Zorro Takes on M&Ms & Mars

SAN FRANCISCO (CN) - Zorro Productions claims Mars candy and the BBDO ad agency violated its trademark by using the caped crusader on a Halloween commercial for M&Ms. Zorro Productions says that while it is "unable to ascertain the full extent of the monetary damages it has suffered," it estimates it at no less than $500,000.

Zorro claims Mars put its own M&M trademark on an actor dressed as the masked crusader for justice, and that this is "likely to confuse the public."

Zorro Inc. is represented by Ross Libenson of Oakland.

Zorro, Spanish for The Fox, was created by Johnston McCulley in 1919. He is portrayed as a nobleman, Don Diego de la Vega, living in the Californio days, when modern-day California was a Spanish colony. In a black mask and cape, wielding a rapier and whip, Zorro outwits the cruel colonial masters and defends justice and the Californio way.

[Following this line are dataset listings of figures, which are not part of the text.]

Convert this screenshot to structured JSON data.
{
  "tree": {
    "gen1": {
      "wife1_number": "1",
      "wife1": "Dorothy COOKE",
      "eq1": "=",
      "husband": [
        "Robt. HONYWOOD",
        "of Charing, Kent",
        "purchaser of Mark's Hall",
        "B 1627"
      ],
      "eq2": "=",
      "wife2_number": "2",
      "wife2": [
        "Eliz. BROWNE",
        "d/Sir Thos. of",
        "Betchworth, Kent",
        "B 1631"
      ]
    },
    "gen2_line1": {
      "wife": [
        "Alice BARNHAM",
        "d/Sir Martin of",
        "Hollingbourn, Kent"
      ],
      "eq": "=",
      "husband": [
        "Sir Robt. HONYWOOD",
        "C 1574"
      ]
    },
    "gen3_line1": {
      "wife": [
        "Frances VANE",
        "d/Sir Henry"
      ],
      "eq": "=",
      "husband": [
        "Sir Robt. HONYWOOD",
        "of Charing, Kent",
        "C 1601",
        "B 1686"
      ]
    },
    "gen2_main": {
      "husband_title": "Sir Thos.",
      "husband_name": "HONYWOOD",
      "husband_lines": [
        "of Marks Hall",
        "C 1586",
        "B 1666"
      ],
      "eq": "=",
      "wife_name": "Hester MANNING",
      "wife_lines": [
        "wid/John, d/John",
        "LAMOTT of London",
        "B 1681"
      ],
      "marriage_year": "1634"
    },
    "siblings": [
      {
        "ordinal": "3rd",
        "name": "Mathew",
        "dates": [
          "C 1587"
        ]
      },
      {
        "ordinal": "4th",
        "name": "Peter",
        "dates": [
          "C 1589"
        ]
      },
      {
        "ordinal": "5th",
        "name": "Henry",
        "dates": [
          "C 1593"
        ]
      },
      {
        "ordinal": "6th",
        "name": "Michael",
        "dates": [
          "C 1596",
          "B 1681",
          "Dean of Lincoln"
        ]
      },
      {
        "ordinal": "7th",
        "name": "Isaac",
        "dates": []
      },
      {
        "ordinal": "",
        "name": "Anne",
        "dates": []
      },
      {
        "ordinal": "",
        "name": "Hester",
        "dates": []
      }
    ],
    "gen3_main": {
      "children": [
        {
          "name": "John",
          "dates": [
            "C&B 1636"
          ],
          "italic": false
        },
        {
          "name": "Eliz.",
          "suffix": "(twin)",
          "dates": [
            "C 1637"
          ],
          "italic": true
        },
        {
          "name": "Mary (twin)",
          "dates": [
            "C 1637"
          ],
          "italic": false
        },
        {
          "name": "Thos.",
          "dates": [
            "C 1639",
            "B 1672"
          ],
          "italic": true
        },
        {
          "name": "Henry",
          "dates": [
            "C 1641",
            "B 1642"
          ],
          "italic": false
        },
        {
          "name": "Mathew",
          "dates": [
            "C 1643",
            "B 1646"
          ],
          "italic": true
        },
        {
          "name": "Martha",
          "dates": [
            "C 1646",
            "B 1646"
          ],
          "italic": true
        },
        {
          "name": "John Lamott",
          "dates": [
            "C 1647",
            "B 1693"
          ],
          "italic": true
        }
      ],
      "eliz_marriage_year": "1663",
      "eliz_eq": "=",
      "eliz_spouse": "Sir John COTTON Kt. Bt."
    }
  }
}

Douglas Fairbanks and Mary Pickford filmed "The Mark of Zorro" in 1920, as the first movie for their new studio, United Artists. The movie began a Zorro craze, which was reignited, briefly, a generation later, when Disney created the Zorro TV show.

("Out of the night, when the full moon is bright, comes the horseman known as Zorro.")

Though played by an Italian-American, Guy Williams, Zorro was the first dashing Latino character to appear on network TV.